The Peacemaker

The other night, my husband and I had an argument.

Not very uplifting, and I won't bore you with the details. Suffice to say it was about one of the two main subjects married people tend to fight over, and it wasn't about sex.

The argument came pretty much out of nowhere, and our son was in the bath in the next room. He was playing away, chatting to himself, even as I stormed, and husband snapped.

Later on our son came downstairs to kiss me goodnight, and made no mention of the parental explosion. I put it to the back of my mind, still angry.

The next morning, he came downstairs with his bear, and told me, "My bear's said I have to pack my clothes and leave".

A knot formed deep in my stomach. Some of these words he'd overheard from me the night before. What had gone on in his mind? What had he understood? How had he come to the decision to use his bear to represent his anxiety? Which elements were conscious, and which unconscious? What had I meant by the words I'd used?

I took him onto my lap and said firmly that no one was leaving, that mummies and daddies sometimes had a fight, but that it was normal, and we would make up, that we hadn't yet, but we would.

He pushed his face into my neck and we sat together in silence. The room was in shadow, and it was a cold morning. I asked him to fetch my husband, who was making breakfast in the kitchen. He and I went into another room to make up.

Except that we didn't — the fight, perhaps to the astonishment of both of us, rekindled. Although it didn't lead to shouting (too aware of an audience), we were in a dark and narrow impasse, walls of resentment and misunderstanding penning us in, and we couldn't move forwards or backwards. I wanted an apology. He wanted exoneration. I left the room.
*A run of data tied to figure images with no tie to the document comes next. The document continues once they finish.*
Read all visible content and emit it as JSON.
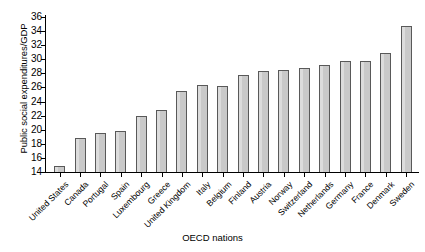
{
  "chart_data": {
    "type": "bar",
    "title": "",
    "xlabel": "OECD nations",
    "ylabel": "Public social expenditures/GDP",
    "ylim": [
      14,
      36
    ],
    "ytick_step": 2,
    "yticks": [
      14,
      16,
      18,
      20,
      22,
      24,
      26,
      28,
      30,
      32,
      34,
      36
    ],
    "grid": false,
    "legend": null,
    "bar_color": "#c9c9c9",
    "bar_edge_color": "#595959",
    "categories": [
      "United States",
      "Canada",
      "Portugal",
      "Spain",
      "Luxembourg",
      "Greece",
      "United Kingdom",
      "Italy",
      "Belgium",
      "Finland",
      "Austria",
      "Norway",
      "Switzerland",
      "Netherlands",
      "Germany",
      "France",
      "Denmark",
      "Sweden"
    ],
    "values": [
      14.9,
      18.8,
      19.6,
      19.8,
      22.0,
      22.8,
      25.5,
      26.4,
      26.2,
      27.7,
      28.4,
      28.5,
      28.8,
      29.2,
      29.7,
      29.8,
      30.9,
      34.7
    ]
  }
}
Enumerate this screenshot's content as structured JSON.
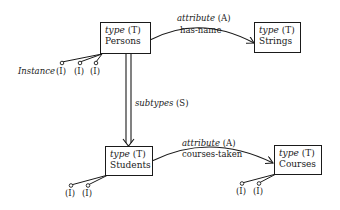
{
  "nodes": {
    "persons": {
      "kind": "type",
      "code": "(T)",
      "name": "Persons"
    },
    "strings": {
      "kind": "type",
      "code": "(T)",
      "name": "Strings"
    },
    "students": {
      "kind": "type",
      "code": "(T)",
      "name": "Students"
    },
    "courses": {
      "kind": "type",
      "code": "(T)",
      "name": "Courses"
    }
  },
  "edges": {
    "has_name": {
      "kind": "attribute",
      "code": "(A)",
      "name": "has-name"
    },
    "courses_taken": {
      "kind": "attribute",
      "code": "(A)",
      "name": "courses-taken"
    },
    "subtypes": {
      "kind": "subtypes",
      "code": "(S)"
    }
  },
  "instance": {
    "label": "Instance",
    "symbol": "(I)"
  }
}
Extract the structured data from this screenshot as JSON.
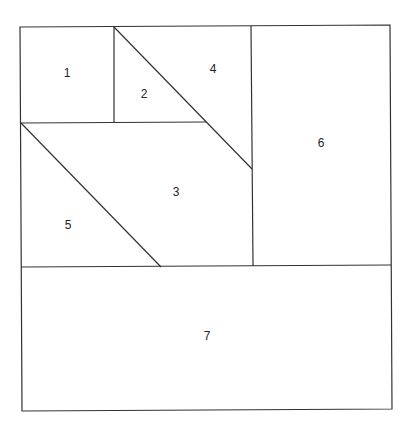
{
  "diagram": {
    "type": "tangram-style partition of a square into numbered regions",
    "stroke_color": "#333333",
    "background": "#ffffff",
    "regions": [
      {
        "id": "1",
        "label": "1",
        "x": 67,
        "y": 74
      },
      {
        "id": "2",
        "label": "2",
        "x": 144,
        "y": 95
      },
      {
        "id": "3",
        "label": "3",
        "x": 176,
        "y": 193
      },
      {
        "id": "4",
        "label": "4",
        "x": 213,
        "y": 70
      },
      {
        "id": "5",
        "label": "5",
        "x": 68,
        "y": 226
      },
      {
        "id": "6",
        "label": "6",
        "x": 321,
        "y": 144
      },
      {
        "id": "7",
        "label": "7",
        "x": 207,
        "y": 337
      }
    ]
  }
}
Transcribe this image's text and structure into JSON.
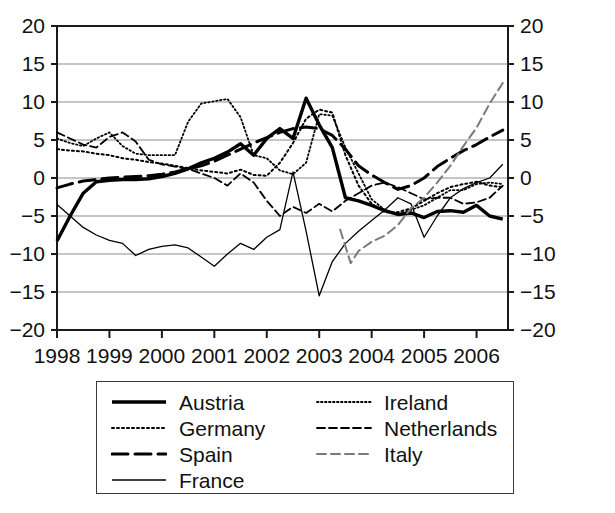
{
  "chart_data": {
    "type": "line",
    "title": "",
    "subtitle": "",
    "xlabel": "",
    "ylabel": "",
    "xlim": [
      1998,
      2006.6
    ],
    "ylim": [
      -20,
      20
    ],
    "ytick_values": [
      -20,
      -15,
      -10,
      -5,
      0,
      5,
      10,
      15,
      20
    ],
    "ytick_labels": [
      "−20",
      "−15",
      "−10",
      "−5",
      "0",
      "5",
      "10",
      "15",
      "20"
    ],
    "xtick_values": [
      1998,
      1999,
      2000,
      2001,
      2002,
      2003,
      2004,
      2005,
      2006
    ],
    "xtick_labels": [
      "1998",
      "1999",
      "2000",
      "2001",
      "2002",
      "2003",
      "2004",
      "2005",
      "2006"
    ],
    "grid": "horizontal",
    "dual_y_axis": true,
    "legend_position": "below",
    "series": [
      {
        "name": "Austria",
        "style": "solid-thick",
        "color": "#000000",
        "width": 3.4,
        "dash": "",
        "x": [
          1998.0,
          1998.25,
          1998.5,
          1998.75,
          1999.0,
          1999.25,
          1999.5,
          1999.75,
          2000.0,
          2000.25,
          2000.5,
          2000.75,
          2001.0,
          2001.25,
          2001.5,
          2001.75,
          2002.0,
          2002.25,
          2002.5,
          2002.75,
          2003.0,
          2003.25,
          2003.5,
          2003.75,
          2004.0,
          2004.25,
          2004.5,
          2004.75,
          2005.0,
          2005.25,
          2005.5,
          2005.75,
          2006.0,
          2006.25,
          2006.5
        ],
        "y": [
          -8.3,
          -5.0,
          -2.0,
          -0.5,
          -0.3,
          -0.2,
          -0.2,
          -0.1,
          0.2,
          0.6,
          1.2,
          2.0,
          2.6,
          3.4,
          4.5,
          3.0,
          5.2,
          6.5,
          5.2,
          10.5,
          7.0,
          4.0,
          -2.6,
          -3.0,
          -3.6,
          -4.3,
          -4.8,
          -4.6,
          -5.2,
          -4.4,
          -4.3,
          -4.5,
          -3.6,
          -5.0,
          -5.4
        ]
      },
      {
        "name": "Germany",
        "style": "dotted",
        "color": "#000000",
        "width": 2.0,
        "dash": "2,3",
        "x": [
          1998.0,
          1998.25,
          1998.5,
          1998.75,
          1999.0,
          1999.25,
          1999.5,
          1999.75,
          2000.0,
          2000.25,
          2000.5,
          2000.75,
          2001.0,
          2001.25,
          2001.5,
          2001.75,
          2002.0,
          2002.25,
          2002.5,
          2002.75,
          2003.0,
          2003.25,
          2003.5,
          2003.75,
          2004.0,
          2004.25,
          2004.5,
          2004.75,
          2005.0,
          2005.25,
          2005.5,
          2005.75,
          2006.0,
          2006.25,
          2006.5
        ],
        "y": [
          3.8,
          3.6,
          3.5,
          3.2,
          3.0,
          2.6,
          2.4,
          2.1,
          1.9,
          1.6,
          1.3,
          1.0,
          0.8,
          0.6,
          1.1,
          0.4,
          0.3,
          2.0,
          4.6,
          7.8,
          9.0,
          8.6,
          3.0,
          -1.0,
          -3.4,
          -4.5,
          -4.5,
          -4.0,
          -3.0,
          -2.0,
          -1.2,
          -0.8,
          -0.5,
          -1.0,
          -1.2
        ]
      },
      {
        "name": "Spain",
        "style": "dashed-long",
        "color": "#000000",
        "width": 3.0,
        "dash": "16,7",
        "x": [
          1998.0,
          1998.25,
          1998.5,
          1998.75,
          1999.0,
          1999.25,
          1999.5,
          1999.75,
          2000.0,
          2000.25,
          2000.5,
          2000.75,
          2001.0,
          2001.25,
          2001.5,
          2001.75,
          2002.0,
          2002.25,
          2002.5,
          2002.75,
          2003.0,
          2003.25,
          2003.5,
          2003.75,
          2004.0,
          2004.25,
          2004.5,
          2004.75,
          2005.0,
          2005.25,
          2005.5,
          2005.75,
          2006.0,
          2006.25,
          2006.5
        ],
        "y": [
          -1.3,
          -0.8,
          -0.4,
          -0.2,
          0.0,
          0.1,
          0.2,
          0.3,
          0.5,
          0.8,
          1.2,
          1.6,
          2.2,
          3.0,
          3.8,
          4.6,
          5.3,
          6.0,
          6.5,
          6.7,
          6.5,
          5.6,
          3.8,
          1.6,
          0.4,
          -0.6,
          -1.5,
          -1.0,
          0.0,
          1.5,
          2.6,
          3.6,
          4.4,
          5.4,
          6.3
        ]
      },
      {
        "name": "France",
        "style": "solid-thin",
        "color": "#000000",
        "width": 1.3,
        "dash": "",
        "x": [
          1998.0,
          1998.25,
          1998.5,
          1998.75,
          1999.0,
          1999.25,
          1999.5,
          1999.75,
          2000.0,
          2000.25,
          2000.5,
          2000.75,
          2001.0,
          2001.25,
          2001.5,
          2001.75,
          2002.0,
          2002.25,
          2002.5,
          2002.75,
          2003.0,
          2003.25,
          2003.5,
          2003.75,
          2004.0,
          2004.25,
          2004.5,
          2004.75,
          2005.0,
          2005.25,
          2005.5,
          2005.75,
          2006.0,
          2006.25,
          2006.5
        ],
        "y": [
          -3.5,
          -5.0,
          -6.5,
          -7.5,
          -8.2,
          -8.6,
          -10.2,
          -9.4,
          -9.0,
          -8.8,
          -9.2,
          -10.4,
          -11.6,
          -10.0,
          -8.6,
          -9.4,
          -7.8,
          -6.8,
          0.8,
          -7.0,
          -15.5,
          -11.0,
          -8.6,
          -7.0,
          -5.6,
          -4.2,
          -2.6,
          -3.4,
          -7.8,
          -5.0,
          -2.6,
          -1.4,
          -0.6,
          0.0,
          1.8
        ]
      },
      {
        "name": "Ireland",
        "style": "dotted-fine",
        "color": "#000000",
        "width": 1.8,
        "dash": "1.5,2.5",
        "x": [
          1998.0,
          1998.25,
          1998.5,
          1998.75,
          1999.0,
          1999.25,
          1999.5,
          1999.75,
          2000.0,
          2000.25,
          2000.5,
          2000.75,
          2001.0,
          2001.25,
          2001.5,
          2001.75,
          2002.0,
          2002.25,
          2002.5,
          2002.75,
          2003.0,
          2003.25,
          2003.5,
          2003.75,
          2004.0,
          2004.25,
          2004.5,
          2004.75,
          2005.0,
          2005.25,
          2005.5,
          2005.75,
          2006.0,
          2006.25,
          2006.5
        ],
        "y": [
          5.2,
          4.6,
          4.2,
          5.2,
          6.0,
          4.2,
          3.2,
          3.0,
          3.0,
          3.0,
          7.4,
          9.8,
          10.1,
          10.4,
          8.0,
          3.0,
          2.6,
          1.0,
          0.5,
          2.0,
          8.4,
          8.2,
          4.0,
          0.6,
          -2.8,
          -4.2,
          -4.8,
          -4.2,
          -3.6,
          -2.6,
          -1.6,
          -1.6,
          -0.8,
          -0.6,
          -0.8
        ]
      },
      {
        "name": "Netherlands",
        "style": "dashed-medium",
        "color": "#000000",
        "width": 1.8,
        "dash": "8,4",
        "x": [
          1998.0,
          1998.25,
          1998.5,
          1998.75,
          1999.0,
          1999.25,
          1999.5,
          1999.75,
          2000.0,
          2000.25,
          2000.5,
          2000.75,
          2001.0,
          2001.25,
          2001.5,
          2001.75,
          2002.0,
          2002.25,
          2002.5,
          2002.75,
          2003.0,
          2003.25,
          2003.5,
          2003.75,
          2004.0,
          2004.25,
          2004.5,
          2004.75,
          2005.0,
          2005.25,
          2005.5,
          2005.75,
          2006.0,
          2006.25,
          2006.5
        ],
        "y": [
          6.0,
          5.2,
          4.4,
          4.0,
          5.4,
          6.0,
          4.8,
          2.4,
          1.8,
          1.5,
          1.2,
          0.6,
          0.0,
          -1.0,
          0.6,
          -0.6,
          -3.0,
          -5.0,
          -3.8,
          -4.6,
          -3.4,
          -4.4,
          -3.0,
          -2.0,
          -1.0,
          -0.6,
          -1.2,
          -2.0,
          -2.8,
          -2.6,
          -2.6,
          -3.4,
          -3.2,
          -2.6,
          -1.0
        ]
      },
      {
        "name": "Italy",
        "style": "dashed-gray",
        "color": "#7a7a7a",
        "width": 2.0,
        "dash": "9,5",
        "x": [
          2003.4,
          2003.6,
          2003.75,
          2004.0,
          2004.25,
          2004.5,
          2004.75,
          2005.0,
          2005.25,
          2005.5,
          2005.75,
          2006.0,
          2006.25,
          2006.5
        ],
        "y": [
          -6.8,
          -11.2,
          -9.6,
          -8.4,
          -7.6,
          -6.2,
          -4.0,
          -2.6,
          -0.6,
          1.6,
          4.2,
          6.6,
          9.8,
          12.5
        ]
      }
    ]
  },
  "legend": {
    "entries": [
      {
        "label": "Austria",
        "series": "Austria"
      },
      {
        "label": "Ireland",
        "series": "Ireland"
      },
      {
        "label": "Germany",
        "series": "Germany"
      },
      {
        "label": "Netherlands",
        "series": "Netherlands"
      },
      {
        "label": "Spain",
        "series": "Spain"
      },
      {
        "label": "Italy",
        "series": "Italy"
      },
      {
        "label": "France",
        "series": "France"
      }
    ]
  },
  "colors": {
    "axis": "#1a1a1a",
    "grid": "#8c8c8c",
    "text": "#111111",
    "italy": "#7a7a7a"
  }
}
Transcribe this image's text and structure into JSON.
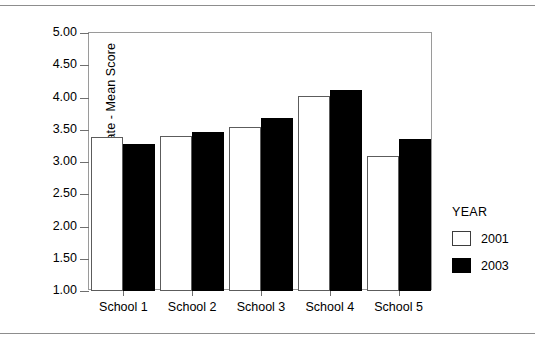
{
  "chart_data": {
    "type": "bar",
    "title": "",
    "xlabel": "",
    "ylabel": "General School Climate - Mean Score",
    "ylim": [
      1.0,
      5.0
    ],
    "ytick_labels": [
      "5.00",
      "4.50",
      "4.00",
      "3.50",
      "3.00",
      "2.50",
      "2.00",
      "1.50",
      "1.00"
    ],
    "ytick_values": [
      5.0,
      4.5,
      4.0,
      3.5,
      3.0,
      2.5,
      2.0,
      1.5,
      1.0
    ],
    "grid": false,
    "legend_position": "right",
    "legend_title": "YEAR",
    "categories": [
      "School 1",
      "School 2",
      "School 3",
      "School 4",
      "School 5"
    ],
    "series": [
      {
        "name": "2001",
        "color": "#ffffff",
        "edge_color": "#5c5c5c",
        "values": [
          3.38,
          3.4,
          3.55,
          4.02,
          3.1
        ]
      },
      {
        "name": "2003",
        "color": "#000000",
        "edge_color": "#000000",
        "values": [
          3.28,
          3.47,
          3.68,
          4.12,
          3.36
        ]
      }
    ]
  },
  "colors": {
    "frame": "#9a9a9a",
    "rule": "#8d8d8d",
    "tick": "#6f6f6f",
    "text": "#000000"
  }
}
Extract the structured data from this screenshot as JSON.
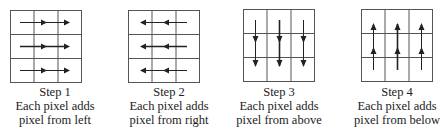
{
  "diagram": {
    "grid_size": 3,
    "line_color": "#555555",
    "arrow_color": "#222222",
    "steps": [
      {
        "title": "Step 1",
        "line1": "Each pixel adds",
        "line2": "pixel from left",
        "direction": "right"
      },
      {
        "title": "Step 2",
        "line1": "Each pixel adds",
        "line2": "pixel from right",
        "direction": "left"
      },
      {
        "title": "Step 3",
        "line1": "Each pixel adds",
        "line2": "pixel from above",
        "direction": "down"
      },
      {
        "title": "Step 4",
        "line1": "Each pixel adds",
        "line2": "pixel from below",
        "direction": "up"
      }
    ]
  }
}
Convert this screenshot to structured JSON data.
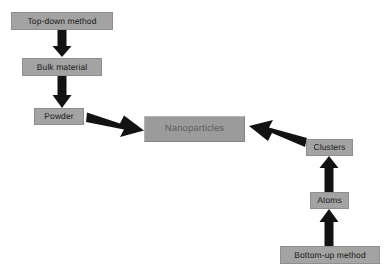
{
  "diagram": {
    "background_color": "#ffffff",
    "node_fill_color": "#a3a3a3",
    "primary_node_fill_color": "#9b9b9b",
    "arrow_color": "#121212",
    "nodes": [
      {
        "id": "top-down-method",
        "label": "Top-down method"
      },
      {
        "id": "bulk-material",
        "label": "Bulk material"
      },
      {
        "id": "powder",
        "label": "Powder"
      },
      {
        "id": "nanoparticles",
        "label": "Nanoparticles"
      },
      {
        "id": "clusters",
        "label": "Clusters"
      },
      {
        "id": "atoms",
        "label": "Atoms"
      },
      {
        "id": "bottom-up-method",
        "label": "Bottom-up method"
      }
    ],
    "edges": [
      {
        "id": "top-down-to-bulk",
        "from": "top-down-method",
        "to": "bulk-material",
        "direction": "down"
      },
      {
        "id": "bulk-to-powder",
        "from": "bulk-material",
        "to": "powder",
        "direction": "down"
      },
      {
        "id": "powder-to-nanoparticles",
        "from": "powder",
        "to": "nanoparticles",
        "direction": "right-down"
      },
      {
        "id": "clusters-to-nanoparticles",
        "from": "clusters",
        "to": "nanoparticles",
        "direction": "left-up"
      },
      {
        "id": "atoms-to-clusters",
        "from": "atoms",
        "to": "clusters",
        "direction": "up"
      },
      {
        "id": "bottom-up-to-atoms",
        "from": "bottom-up-method",
        "to": "atoms",
        "direction": "up"
      }
    ]
  }
}
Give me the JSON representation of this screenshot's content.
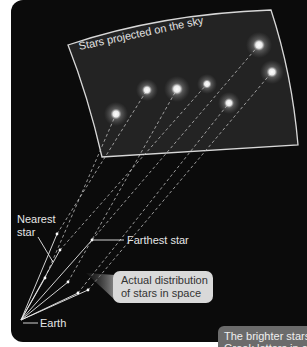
{
  "diagram": {
    "sky_panel_title": "Stars projected on the sky",
    "labels": {
      "nearest_star": [
        "Nearest",
        "star"
      ],
      "farthest_star": "Farthest star",
      "earth": "Earth"
    },
    "callout": [
      "Actual distribution",
      "of stars in space"
    ],
    "caption_partial": [
      "The brighter stars",
      "Greek letters in o"
    ],
    "colors": {
      "background": "#0b0b0b",
      "sky_panel": "#222222",
      "sky_border": "#d8d8d8",
      "star_glow": "#ffffff",
      "callout_bg": "#d9d9d9",
      "caption_bg": "#6b6b6b"
    },
    "stars_on_sky": [
      {
        "x": 116,
        "y": 114
      },
      {
        "x": 147,
        "y": 90
      },
      {
        "x": 177,
        "y": 89
      },
      {
        "x": 207,
        "y": 84
      },
      {
        "x": 229,
        "y": 103
      },
      {
        "x": 259,
        "y": 45
      },
      {
        "x": 272,
        "y": 72
      }
    ],
    "earth_position": {
      "x": 21,
      "y": 320
    }
  }
}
The morning wore on.

We tried again at lunchtime, while the children were at school. In excruciatingly slow and halting sentences, we said again, like robots, the things that we were each upset by. No shouting, but no emergence from the impasse. We both worked silently, me upstairs, him downstairs, until it was time for me to fetch the children.

On the way home, my daughter had a headache, and my son collected daisies, dandelions, and violets. I told them that mummy and daddy still hadn't patched things up, and asked for their help.

When we got back, our son went straight to give some of his flowers to his father, and the rest to me. He took me upstairs to where my husband was working, and announced, "You need to say sorry to each other". He had to take a big puff of air to say this, his chest was pushed out, and he stood tall. The words came out of him as though they were large and important animals, difficult to swallow whole. He looked ceremoniously at each of us in turn. He waited.

We faltered, and mumbled, and said we forgave each other, and that we were sorry. The late afternoon sunshine filtered through the windows. The television drummed out Horrid Henry downstairs. Our son nodded, turned on his heel, and left. We kissed, and felt ashamed.